Cyril Hume


Cyril Hume was an American novelist and screenwriter.
Hume was a graduate of Yale University, where he edited campus humor magazine The Yale Record. He was an editor of the collection The Yale Record Book of Verse: 1872–1922.
One year out of college, Hume was a $25-a-week "cub reporter" for the New York World when he wrote his first novel, Wife of the Centaur. It was published by the George H. Doran Company in October 1923 and listed at $2.50 as "A novel of youth and love today so poignant and vivid that it will attract wide attention." On November 22, he sold the motion-picture rights for $25,000.
Hume wrote for 29 films between 1924 and 1966, including Tarzan the Ape Man, Flying Down to Rio, The Great Gatsby, Tokyo Joe and Forbidden Planet.
Hume died on March 26, 1966, just 10 days after his 66th birthday, at his home in Palos Verdes, California, and was buried in the Whispering Pines section of Forest Lawn Memorial Park, Glendale.

Published books

The Library of Congress catalogs eight books as by Hume. One 1927 review of Street of the Malcontents and Other Stories notes that he has published three novels, and here "has collected his first book of short stories, five of which are contributions from the European scene."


Repeat all the records exactly, omitting pictures.

Top of DATA RECORDS

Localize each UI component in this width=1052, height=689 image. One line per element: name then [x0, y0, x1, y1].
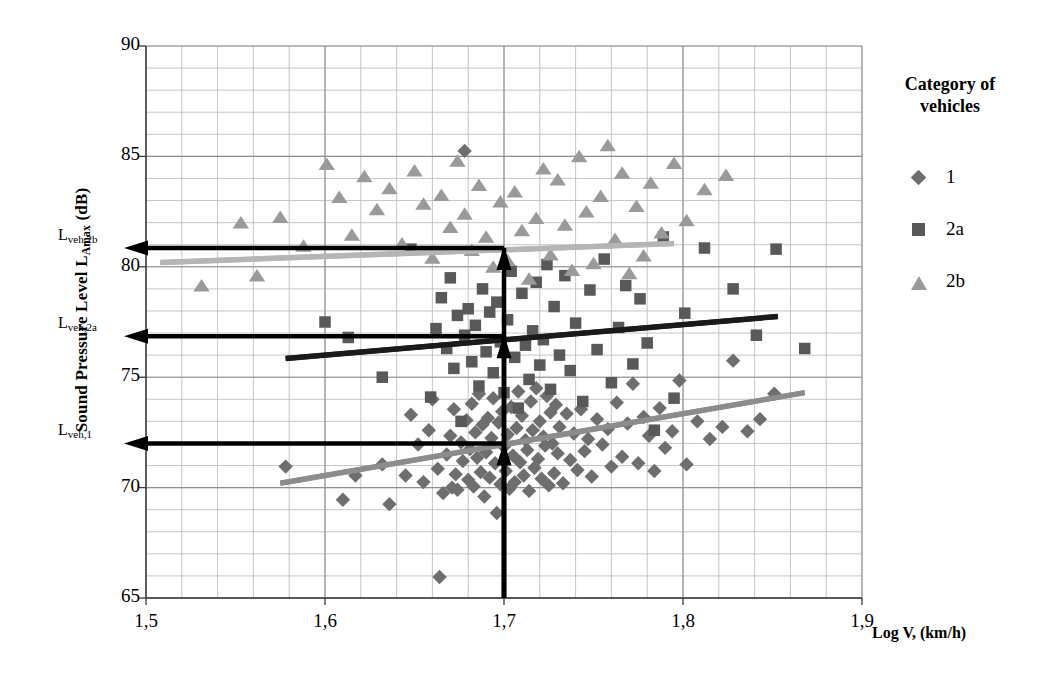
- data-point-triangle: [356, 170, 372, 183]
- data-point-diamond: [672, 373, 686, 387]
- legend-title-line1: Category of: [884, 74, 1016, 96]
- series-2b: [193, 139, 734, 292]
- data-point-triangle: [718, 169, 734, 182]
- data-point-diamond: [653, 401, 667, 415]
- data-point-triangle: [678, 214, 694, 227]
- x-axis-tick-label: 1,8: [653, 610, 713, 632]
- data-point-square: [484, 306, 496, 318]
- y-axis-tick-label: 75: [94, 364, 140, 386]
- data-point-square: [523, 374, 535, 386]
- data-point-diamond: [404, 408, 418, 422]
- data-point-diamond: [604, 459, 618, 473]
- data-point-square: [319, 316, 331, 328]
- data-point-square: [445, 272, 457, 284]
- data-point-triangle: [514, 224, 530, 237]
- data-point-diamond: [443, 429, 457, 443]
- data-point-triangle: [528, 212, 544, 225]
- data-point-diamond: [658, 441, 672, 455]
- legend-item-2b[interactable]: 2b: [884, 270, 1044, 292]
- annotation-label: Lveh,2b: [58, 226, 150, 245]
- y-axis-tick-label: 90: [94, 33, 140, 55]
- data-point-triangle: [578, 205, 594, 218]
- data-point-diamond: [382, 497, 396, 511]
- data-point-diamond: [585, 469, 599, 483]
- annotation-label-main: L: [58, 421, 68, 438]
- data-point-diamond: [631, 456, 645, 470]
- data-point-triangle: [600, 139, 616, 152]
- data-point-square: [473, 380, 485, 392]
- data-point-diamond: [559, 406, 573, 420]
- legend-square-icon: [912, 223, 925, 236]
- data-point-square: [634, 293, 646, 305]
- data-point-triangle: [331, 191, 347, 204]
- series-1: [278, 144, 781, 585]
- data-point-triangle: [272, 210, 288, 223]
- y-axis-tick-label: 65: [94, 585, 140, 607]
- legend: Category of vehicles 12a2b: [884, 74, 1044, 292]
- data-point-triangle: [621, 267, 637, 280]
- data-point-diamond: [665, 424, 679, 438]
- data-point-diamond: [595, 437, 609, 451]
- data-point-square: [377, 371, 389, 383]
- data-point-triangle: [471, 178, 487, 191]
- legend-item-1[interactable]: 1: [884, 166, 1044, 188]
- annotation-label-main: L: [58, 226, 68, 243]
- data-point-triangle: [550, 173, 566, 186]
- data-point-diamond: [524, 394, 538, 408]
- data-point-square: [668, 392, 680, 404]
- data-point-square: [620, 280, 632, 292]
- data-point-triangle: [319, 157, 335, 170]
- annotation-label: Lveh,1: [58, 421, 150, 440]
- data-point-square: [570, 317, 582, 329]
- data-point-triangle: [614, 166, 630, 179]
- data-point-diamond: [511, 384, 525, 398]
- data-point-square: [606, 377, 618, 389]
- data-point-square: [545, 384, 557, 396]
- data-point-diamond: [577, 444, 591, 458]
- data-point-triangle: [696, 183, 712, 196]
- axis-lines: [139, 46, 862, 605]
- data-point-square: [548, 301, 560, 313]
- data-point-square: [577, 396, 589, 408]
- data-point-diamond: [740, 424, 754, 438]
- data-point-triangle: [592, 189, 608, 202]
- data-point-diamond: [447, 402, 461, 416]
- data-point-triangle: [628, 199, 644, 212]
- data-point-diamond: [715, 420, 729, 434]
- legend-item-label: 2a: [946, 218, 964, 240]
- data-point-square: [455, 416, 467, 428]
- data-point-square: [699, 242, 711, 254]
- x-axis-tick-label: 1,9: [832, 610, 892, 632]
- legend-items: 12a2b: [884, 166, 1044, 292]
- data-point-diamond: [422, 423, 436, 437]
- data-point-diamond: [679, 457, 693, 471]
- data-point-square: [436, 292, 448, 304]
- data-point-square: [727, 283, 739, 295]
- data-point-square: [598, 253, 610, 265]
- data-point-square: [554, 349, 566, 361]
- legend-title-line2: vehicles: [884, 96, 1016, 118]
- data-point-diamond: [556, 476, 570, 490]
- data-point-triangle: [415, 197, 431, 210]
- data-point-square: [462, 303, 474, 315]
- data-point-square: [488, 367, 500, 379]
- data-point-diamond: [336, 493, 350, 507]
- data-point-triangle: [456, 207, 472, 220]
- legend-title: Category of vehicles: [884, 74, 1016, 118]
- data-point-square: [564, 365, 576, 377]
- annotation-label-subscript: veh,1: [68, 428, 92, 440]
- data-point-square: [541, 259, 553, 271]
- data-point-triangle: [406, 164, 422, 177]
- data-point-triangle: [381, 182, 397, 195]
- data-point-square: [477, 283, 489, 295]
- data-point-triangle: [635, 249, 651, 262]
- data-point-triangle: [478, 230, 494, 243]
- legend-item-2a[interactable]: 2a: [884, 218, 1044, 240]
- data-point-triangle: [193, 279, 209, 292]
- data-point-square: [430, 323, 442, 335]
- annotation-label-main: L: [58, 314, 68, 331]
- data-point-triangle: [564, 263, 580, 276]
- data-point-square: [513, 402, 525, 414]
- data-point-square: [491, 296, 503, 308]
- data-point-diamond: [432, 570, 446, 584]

Bottom of DATA RECORDS

◆ **EXERCISE SOLUTION**
Localize each UI component in this width=1052, height=689 image. One line per element: name then [x0, y0, x1, y1].
- data-point-triangle: [356, 170, 372, 183]
- data-point-diamond: [672, 373, 686, 387]
- legend-title-line1: Category of: [884, 74, 1016, 96]
- series-2b: [193, 139, 734, 292]
- data-point-triangle: [718, 169, 734, 182]
- data-point-diamond: [653, 401, 667, 415]
- data-point-triangle: [678, 214, 694, 227]
- x-axis-tick-label: 1,8: [653, 610, 713, 632]
- data-point-square: [484, 306, 496, 318]
- y-axis-tick-label: 75: [94, 364, 140, 386]
- data-point-square: [523, 374, 535, 386]
- data-point-diamond: [404, 408, 418, 422]
- data-point-diamond: [604, 459, 618, 473]
- data-point-square: [319, 316, 331, 328]
- data-point-square: [445, 272, 457, 284]
- data-point-triangle: [514, 224, 530, 237]
- data-point-diamond: [443, 429, 457, 443]
- data-point-triangle: [528, 212, 544, 225]
- data-point-diamond: [658, 441, 672, 455]
- legend-item-2b[interactable]: 2b: [884, 270, 1044, 292]
- annotation-label: Lveh,2b: [58, 226, 150, 245]
- y-axis-tick-label: 90: [94, 33, 140, 55]
- data-point-triangle: [578, 205, 594, 218]
- data-point-diamond: [382, 497, 396, 511]
- data-point-diamond: [585, 469, 599, 483]
- annotation-label-main: L: [58, 421, 68, 438]
- data-point-diamond: [631, 456, 645, 470]
- data-point-triangle: [600, 139, 616, 152]
- data-point-square: [473, 380, 485, 392]
- data-point-diamond: [559, 406, 573, 420]
- legend-square-icon: [912, 223, 925, 236]
- data-point-square: [634, 293, 646, 305]
- data-point-triangle: [331, 191, 347, 204]
- series-1: [278, 144, 781, 585]
- data-point-triangle: [272, 210, 288, 223]
- y-axis-tick-label: 65: [94, 585, 140, 607]
- legend: Category of vehicles 12a2b: [884, 74, 1044, 292]
- data-point-triangle: [621, 267, 637, 280]
- data-point-diamond: [665, 424, 679, 438]
- data-point-diamond: [595, 437, 609, 451]
- data-point-square: [377, 371, 389, 383]
- data-point-triangle: [471, 178, 487, 191]
- legend-item-1[interactable]: 1: [884, 166, 1044, 188]
- annotation-label-main: L: [58, 226, 68, 243]
- data-point-triangle: [550, 173, 566, 186]
- data-point-diamond: [524, 394, 538, 408]
- data-point-square: [668, 392, 680, 404]
- data-point-square: [620, 280, 632, 292]
- data-point-triangle: [319, 157, 335, 170]
- annotation-label: Lveh,1: [58, 421, 150, 440]
- data-point-square: [570, 317, 582, 329]
- data-point-triangle: [614, 166, 630, 179]
- data-point-diamond: [511, 384, 525, 398]
- data-point-square: [606, 377, 618, 389]
- data-point-square: [545, 384, 557, 396]
- data-point-diamond: [577, 444, 591, 458]
- data-point-triangle: [696, 183, 712, 196]
- axis-lines: [139, 46, 862, 605]
- data-point-square: [548, 301, 560, 313]
- data-point-square: [577, 396, 589, 408]
- data-point-diamond: [740, 424, 754, 438]
- data-point-triangle: [592, 189, 608, 202]
- data-point-diamond: [447, 402, 461, 416]
- data-point-triangle: [628, 199, 644, 212]
- data-point-diamond: [715, 420, 729, 434]
- legend-item-label: 2a: [946, 218, 964, 240]
- data-point-square: [455, 416, 467, 428]
- data-point-square: [699, 242, 711, 254]
- x-axis-tick-label: 1,9: [832, 610, 892, 632]
- legend-items: 12a2b: [884, 166, 1044, 292]
- data-point-diamond: [422, 423, 436, 437]
- data-point-diamond: [679, 457, 693, 471]
- data-point-square: [436, 292, 448, 304]
- data-point-square: [727, 283, 739, 295]
- data-point-square: [598, 253, 610, 265]
- data-point-square: [554, 349, 566, 361]
- legend-title-line2: vehicles: [884, 96, 1016, 118]
- data-point-diamond: [556, 476, 570, 490]
- data-point-triangle: [415, 197, 431, 210]
- data-point-square: [462, 303, 474, 315]
- data-point-square: [488, 367, 500, 379]
- data-point-diamond: [336, 493, 350, 507]
- data-point-triangle: [456, 207, 472, 220]
- legend-title: Category of vehicles: [884, 74, 1016, 118]
- data-point-square: [564, 365, 576, 377]
- annotation-label-subscript: veh,1: [68, 428, 92, 440]
- data-point-square: [541, 259, 553, 271]
- data-point-triangle: [406, 164, 422, 177]
- data-point-triangle: [381, 182, 397, 195]
- data-point-square: [477, 283, 489, 295]
- data-point-triangle: [635, 249, 651, 262]
- data-point-triangle: [478, 230, 494, 243]
- legend-item-2a[interactable]: 2a: [884, 218, 1044, 240]
- data-point-triangle: [193, 279, 209, 292]
- data-point-square: [430, 323, 442, 335]
- annotation-label-main: L: [58, 314, 68, 331]
- data-point-triangle: [564, 263, 580, 276]
- data-point-square: [513, 402, 525, 414]
- data-point-square: [491, 296, 503, 308]
- data-point-diamond: [432, 570, 446, 584]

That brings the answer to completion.